I am using OSX and I have pip installed for both Python3.5 and Python2.7. I know I can run the command pip2
to use Python2 and when I use the command pip3
Python3.x will be used.
The problem is that the default of pip
is set to Python2.7 and I want it to be Python3.x.
How can I change that?
edit: No, I am not running a virtual environment yet. If it was a virtual environment I could just run Python3.x and forget all about Python2.7, unfortunately since OSX requires Python2.7 for it's use I can't do that. Hence why I'm asking this.
Thanks for the answer. I however don't want to change what running python
does. Instead I would like to change the path that running pip
takes. At the moment pip -V
shows me pip 8.1.2 from /Library/Python/2.7/site-packages (python 2.7)
, but I am looking for pip 8.1.2 from /Library/Frameworks/Python.framework/Versions/3.5/lib/python3.5/site-packages (python 3.5)
I am sure there has to be a way to do this. Any ideas?
For your projects, you should be using a virtualenv.
You can choose which python will be that of the virtualenv at creation time, by specifying it on the command line:
That python interpreter will be the one used when you run
python
orpip
while the virtualenv is active.Under the hood, activating the virtualenv will:
PATH
environment setting so binaries inenv/bin
override those from your system.PYTHONHOME
environment setting so python modules are loaded fromenv/lib
.So
python
,pip
and any other package you install withpip
will be run from the virtualenv, with the python version you chose and the package versions you installed in the virtualenv.Other than this, running
python
without using virtualenv will just run the default python of the system, which you cannot usually change as it would break a lot of system scripts.Since you have specified in the comments you want syntax like
pip install [package]
to work, here is a solution:Install
setuptools
forPython3
:apt-get install python3-setuptools
Now
pip
forPython3
could be installed by:python3 -m easy_install pip
Now you can use
pip
with the specific version of Python to install package for Python 3 by:pip-3.2 install [package]
Run this:
or even more explicit:
This will install pip for Python 3 and make Python 3 version of pip default.
Validate with:
I always just run it via Python itself, this way:
or
The
-m
calls the__main__.py
module of a specified package. Pip supports this.Can't you
alias pip='pip3'
in your~/.bash_profile
?In Terminal, run
nano ~/.bash_profile
, then add a line to the end that readsalias pip='pip3'
. This is safe; it won't affect system processes, only your terminal.Although PEP 394 does not specifically mention
pip
, it does discuss a number of other Python-related commands (includingpython
itself). The short version is that, for reasons of backwards compatibility, the unversioned commands should refer to Python 2.x for the immediate future on most reasonable systems.Generally, these aliases are implemented as symbolic links, and you can just flip the symlink to point at the version you want (e.g. with
ln -f -s $(which pip3) $(which pip)
as root). But it may not be a good idea if you have any software that expects to interact with Python 2 (which may be more than you think since a lot of software interacts with Python).The saner option is to set up a Virtualenv with Python 3. Then, within the Virtualenv, all Python-related commands will refer to 3.x instead of 2.x. This will not break the system, unlike the previous paragraph which could well break things.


Search the records below for the word "rapidez". Copy each line where it occurs.

________

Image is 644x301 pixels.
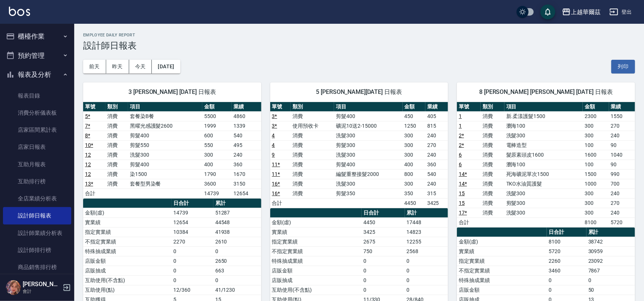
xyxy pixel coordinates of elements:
[334,140,402,150] td: 剪髮300
[457,217,481,227] td: 合計
[214,285,262,294] td: 41/1230
[334,111,402,121] td: 剪髮400
[547,228,587,237] th: 日合計
[172,208,214,217] td: 14739
[459,190,465,196] a: 15
[481,150,505,160] td: 消費
[106,111,128,121] td: 消費
[334,189,402,198] td: 剪髮350
[403,130,426,140] td: 300
[23,288,60,294] p: 會計
[290,121,334,130] td: 使用預收卡
[583,189,609,198] td: 300
[583,160,609,169] td: 100
[505,111,583,121] td: 新.柔漾護髮1500
[403,140,426,150] td: 300
[172,217,214,227] td: 12654
[231,179,261,189] td: 3150
[271,237,362,246] td: 指定實業績
[92,88,253,96] span: 3 [PERSON_NAME] [DATE] 日報表
[362,275,405,285] td: 0
[587,237,635,246] td: 38742
[128,169,203,179] td: 染1500
[505,198,583,208] td: 剪髮300
[610,111,635,121] td: 1550
[129,60,152,73] button: 今天
[610,189,635,198] td: 240
[459,123,462,129] a: 1
[83,246,172,256] td: 特殊抽成業績
[203,102,231,112] th: 金額
[481,130,505,140] td: 消費
[83,60,106,73] button: 前天
[231,111,261,121] td: 4860
[505,179,583,189] td: TKO水油質護髮
[172,246,214,256] td: 0
[426,179,448,189] td: 240
[610,208,635,217] td: 240
[457,246,547,256] td: 實業績
[481,140,505,150] td: 消費
[505,140,583,150] td: 電棒造型
[106,140,128,150] td: 消費
[106,179,128,189] td: 消費
[83,227,172,237] td: 指定實業績
[481,169,505,179] td: 消費
[83,102,106,112] th: 單號
[214,246,262,256] td: 0
[334,121,402,130] td: 礦泥10送2-15000
[426,130,448,140] td: 240
[610,121,635,130] td: 270
[3,65,71,84] button: 報表及分析
[505,208,583,217] td: 洗髮300
[505,189,583,198] td: 洗髮300
[426,150,448,160] td: 240
[583,150,609,160] td: 1600
[457,265,547,275] td: 不指定實業績
[3,173,71,190] a: 互助排行榜
[290,189,334,198] td: 消費
[3,104,71,121] a: 消費分析儀表板
[583,208,609,217] td: 300
[214,227,262,237] td: 41938
[481,160,505,169] td: 消費
[290,102,334,112] th: 類別
[3,258,71,276] a: 商品銷售排行榜
[610,140,635,150] td: 90
[128,140,203,150] td: 剪髮550
[231,169,261,179] td: 1670
[405,285,448,294] td: 0
[426,121,448,130] td: 815
[362,265,405,275] td: 0
[272,142,275,148] a: 4
[583,130,609,140] td: 300
[290,179,334,189] td: 消費
[505,150,583,160] td: 髮原素頭皮1600
[457,102,481,112] th: 單號
[459,161,462,167] a: 6
[457,275,547,285] td: 特殊抽成業績
[362,208,405,217] th: 日合計
[83,285,172,294] td: 互助使用(點)
[481,198,505,208] td: 消費
[83,208,172,217] td: 金額(虛)
[362,285,405,294] td: 0
[587,228,635,237] th: 累計
[214,217,262,227] td: 44548
[172,265,214,275] td: 0
[214,256,262,265] td: 2650
[334,102,402,112] th: 項目
[426,160,448,169] td: 360
[547,256,587,265] td: 2260
[271,102,448,208] table: a dense table
[128,160,203,169] td: 剪髮400
[403,179,426,189] td: 300
[214,208,262,217] td: 51287
[505,121,583,130] td: 瀏海100
[505,160,583,169] td: 瀏海100
[231,160,261,169] td: 360
[128,121,203,130] td: 黑曜光感護髮2600
[362,217,405,227] td: 4450
[83,265,172,275] td: 店販抽成
[362,237,405,246] td: 2675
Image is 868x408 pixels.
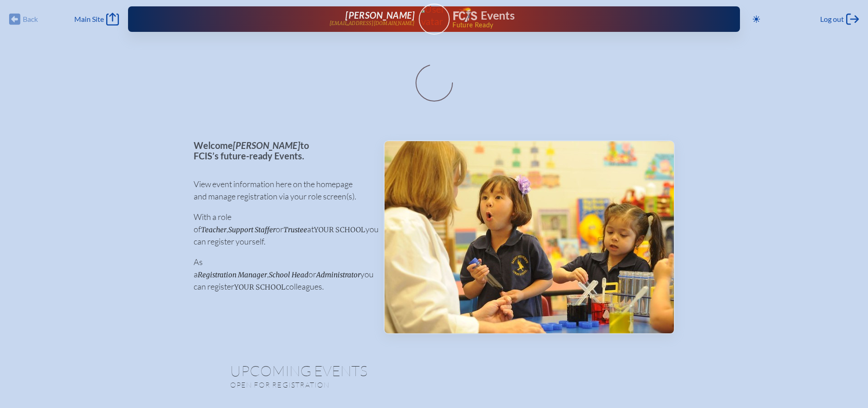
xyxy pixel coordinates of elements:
div: FCIS Events — Future ready [454,7,712,28]
span: Main Site [75,15,104,23]
p: Welcome to FCIS’s future-ready Events. [194,141,369,161]
a: Main Site [75,13,119,25]
span: your school [314,225,365,235]
span: School Head [269,271,308,279]
p: Open for registration [230,381,471,389]
span: Teacher [201,225,226,235]
span: [PERSON_NAME] [233,140,300,151]
span: Registration Manager [197,271,267,279]
a: User Avatar [419,4,450,34]
span: [PERSON_NAME] [346,9,414,20]
img: User Avatar [414,3,454,27]
span: Log out [821,15,844,23]
p: As a , or you can register colleagues. [194,256,369,293]
p: [EMAIL_ADDRESS][DOMAIN_NAME] [330,20,415,26]
span: Trustee [283,225,307,235]
span: your school [235,283,286,292]
span: Administrator [317,271,360,279]
span: Support Staffer [228,225,276,235]
h1: Upcoming Events [230,364,639,378]
p: With a role of , or at you can register yourself. [194,211,369,248]
span: Future Ready [453,21,711,28]
a: [PERSON_NAME][EMAIL_ADDRESS][DOMAIN_NAME] [157,10,415,28]
img: Events [385,142,674,333]
p: View event information here on the homepage and manage registration via your role screen(s). [194,178,369,203]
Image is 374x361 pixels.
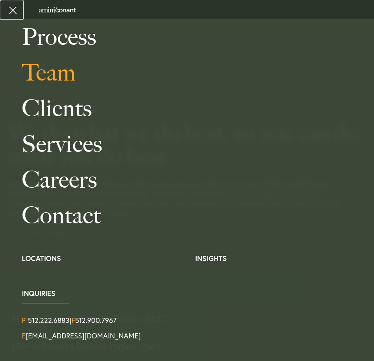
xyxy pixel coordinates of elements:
a: Services [22,126,368,162]
span: E [22,330,26,340]
a: Process [22,19,368,55]
a: Call us at 5122226883 [28,315,69,325]
div: | 512.900.7967 [22,315,362,325]
a: Email Us [22,330,141,340]
a: Locations [22,253,61,263]
a: Contact [22,197,368,233]
a: Clients [22,90,368,126]
span: F [71,315,75,325]
a: Insights [195,253,227,263]
span: Inquiries [22,289,362,296]
a: Careers [22,162,368,197]
img: Amini & Conant [39,7,76,13]
a: Team [22,55,368,90]
span: P [22,315,26,325]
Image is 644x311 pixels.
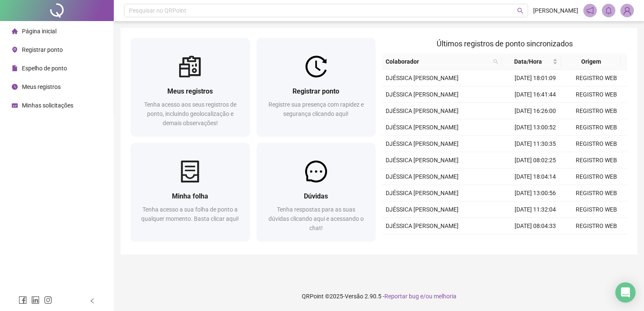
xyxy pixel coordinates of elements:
span: DJÉSSICA [PERSON_NAME] [386,74,459,81]
span: schedule [12,103,18,108]
span: Data/Hora [505,57,551,66]
td: REGISTRO WEB [566,185,627,202]
span: DJÉSSICA [PERSON_NAME] [386,173,459,180]
span: clock-circle [12,84,18,90]
td: REGISTRO WEB [566,70,627,86]
span: [PERSON_NAME] [534,6,578,15]
span: Registrar ponto [22,46,63,53]
a: Minha folhaTenha acesso a sua folha de ponto a qualquer momento. Basta clicar aqui! [131,143,250,241]
a: Registrar pontoRegistre sua presença com rapidez e segurança clicando aqui! [257,38,376,136]
span: Meus registros [22,83,61,90]
th: Data/Hora [502,54,561,70]
span: Últimos registros de ponto sincronizados [437,39,573,48]
span: Reportar bug e/ou melhoria [385,293,456,300]
span: Registrar ponto [293,87,339,95]
td: REGISTRO WEB [566,234,627,251]
span: left [90,298,95,304]
div: Open Intercom Messenger [615,282,636,303]
span: bell [605,7,613,15]
span: Minhas solicitações [22,102,73,109]
td: REGISTRO WEB [566,103,627,119]
span: Registre sua presença com rapidez e segurança clicando aqui! [268,101,364,117]
span: DJÉSSICA [PERSON_NAME] [386,91,459,98]
td: [DATE] 11:32:04 [505,202,566,218]
td: [DATE] 08:04:33 [505,218,566,234]
td: REGISTRO WEB [566,86,627,103]
a: DúvidasTenha respostas para as suas dúvidas clicando aqui e acessando o chat! [257,143,376,241]
td: REGISTRO WEB [566,218,627,234]
span: search [493,59,498,64]
footer: QRPoint © 2025 - 2.90.5 - [114,282,644,311]
span: search [517,8,524,14]
span: facebook [19,296,27,304]
span: DJÉSSICA [PERSON_NAME] [386,124,459,131]
span: Meus registros [167,87,213,95]
span: notification [587,7,594,15]
span: Colaborador [386,57,490,66]
td: [DATE] 13:00:52 [505,119,566,136]
td: [DATE] 16:26:00 [505,103,566,119]
span: instagram [44,296,52,304]
span: DJÉSSICA [PERSON_NAME] [386,190,459,196]
td: [DATE] 18:05:05 [505,234,566,251]
td: [DATE] 18:01:09 [505,70,566,86]
span: search [492,55,500,68]
td: [DATE] 11:30:35 [505,136,566,152]
span: DJÉSSICA [PERSON_NAME] [386,206,459,213]
span: Tenha acesso a sua folha de ponto a qualquer momento. Basta clicar aqui! [141,206,239,222]
td: REGISTRO WEB [566,119,627,136]
span: linkedin [31,296,40,304]
td: [DATE] 18:04:14 [505,169,566,185]
th: Origem [561,54,621,70]
span: home [12,28,18,34]
span: environment [12,47,18,53]
td: [DATE] 08:02:25 [505,152,566,169]
img: 89357 [621,4,634,17]
td: REGISTRO WEB [566,169,627,185]
td: REGISTRO WEB [566,152,627,169]
td: [DATE] 13:00:56 [505,185,566,202]
span: DJÉSSICA [PERSON_NAME] [386,140,459,147]
span: Minha folha [172,192,208,200]
td: REGISTRO WEB [566,136,627,152]
span: Versão [345,293,364,300]
span: DJÉSSICA [PERSON_NAME] [386,107,459,114]
span: file [12,65,18,71]
span: Tenha acesso aos seus registros de ponto, incluindo geolocalização e demais observações! [144,101,237,127]
td: REGISTRO WEB [566,202,627,218]
span: Dúvidas [304,192,328,200]
span: DJÉSSICA [PERSON_NAME] [386,157,459,164]
span: Tenha respostas para as suas dúvidas clicando aqui e acessando o chat! [268,206,364,231]
span: Espelho de ponto [22,65,67,72]
td: [DATE] 16:41:44 [505,86,566,103]
a: Meus registrosTenha acesso aos seus registros de ponto, incluindo geolocalização e demais observa... [131,38,250,136]
span: Página inicial [22,28,56,34]
span: DJÉSSICA [PERSON_NAME] [386,222,459,229]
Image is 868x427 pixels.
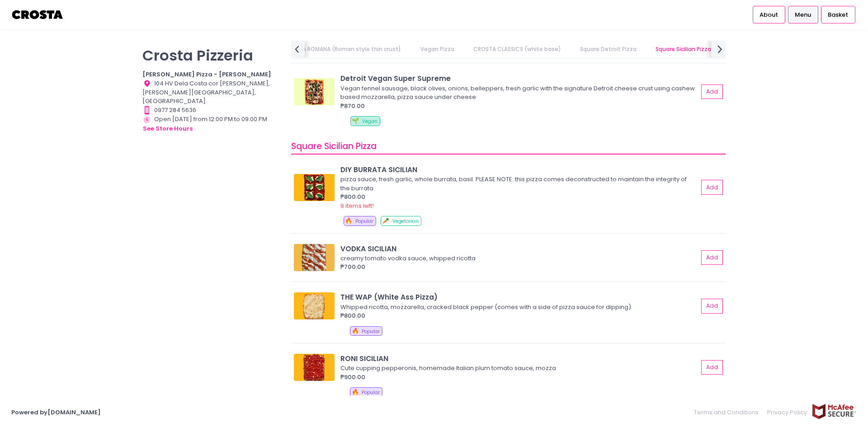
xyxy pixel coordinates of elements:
[828,11,848,19] span: Basket
[340,175,695,193] div: pizza sauce, fresh garlic, whole burrata, basil. PLEASE NOTE: this pizza comes deconstructed to m...
[142,70,272,79] b: [PERSON_NAME] Pizza - [PERSON_NAME]
[278,41,410,58] a: TONDA ROMANA (Roman style thin crust)
[701,85,723,99] button: Add
[11,7,64,23] img: logo
[356,218,374,225] span: Popular
[694,404,763,421] a: Terms and Conditions
[340,165,698,175] div: DIY BURRATA SICILIAN
[795,11,811,19] span: Menu
[142,115,280,134] div: Open [DATE] from 12:00 PM to 09:00 PM
[352,388,359,396] span: 🔥
[340,292,698,302] div: THE WAP (White Ass Pizza)
[647,41,720,58] a: Square Sicilian Pizza
[340,73,698,83] div: Detroit Vegan Super Supreme
[340,364,695,373] div: Cute cupping pepperonis, homemade Italian plum tomato sauce, mozza
[291,140,376,152] span: Square Sicilian Pizza
[294,78,334,105] img: Detroit Vegan Super Supreme
[340,254,695,263] div: creamy tomato vodka sauce, whipped ricotta
[352,117,359,125] span: 🌱
[753,6,785,23] a: About
[392,218,418,225] span: Vegetarian
[340,303,695,312] div: Whipped ricotta, mozzarella, cracked black pepper (comes with a side of pizza sauce for dipping)
[340,201,374,210] span: 9 items left!
[362,389,380,396] span: Popular
[788,6,818,23] a: Menu
[701,250,723,266] button: Add
[340,244,698,254] div: VODKA SICILIAN
[759,11,778,19] span: About
[142,106,280,115] div: 0977 284 5636
[362,118,378,125] span: Vegan
[811,404,857,420] img: mcafee-secure
[763,404,812,421] a: Privacy Policy
[340,263,698,272] div: ₱700.00
[340,354,698,364] div: RONI SICILIAN
[340,84,695,101] div: Vegan fennel sausage, black olives, onions, belleppers, fresh garlic with the signature Detroit c...
[340,373,698,382] div: ₱900.00
[464,41,570,58] a: CROSTA CLASSICS (white base)
[294,354,334,381] img: RONI SICILIAN
[294,174,334,201] img: DIY BURRATA SICILIAN
[142,79,280,106] div: 104 HV Dela Costa cor [PERSON_NAME], [PERSON_NAME][GEOGRAPHIC_DATA], [GEOGRAPHIC_DATA]
[142,124,193,134] button: see store hours
[701,180,723,195] button: Add
[362,328,380,335] span: Popular
[142,47,280,64] p: Crosta Pizzeria
[294,244,334,272] img: VODKA SICILIAN
[340,312,698,320] div: ₱800.00
[294,292,334,320] img: THE WAP (White Ass Pizza)
[352,327,359,336] span: 🔥
[701,360,723,375] button: Add
[345,217,352,225] span: 🔥
[382,217,389,225] span: 🥕
[571,41,646,58] a: Square Detroit Pizza
[701,299,723,314] button: Add
[340,193,698,201] div: ₱800.00
[340,101,698,111] div: ₱870.00
[11,408,101,417] a: Powered by[DOMAIN_NAME]
[412,41,463,58] a: Vegan Pizza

________

Answer:
a: Registrar pontoRegistre sua presença com rapidez e segurança clicando aqui! [257,38,376,136]
span: Registre sua presença com rapidez e segurança clicando aqui! [268,101,364,117]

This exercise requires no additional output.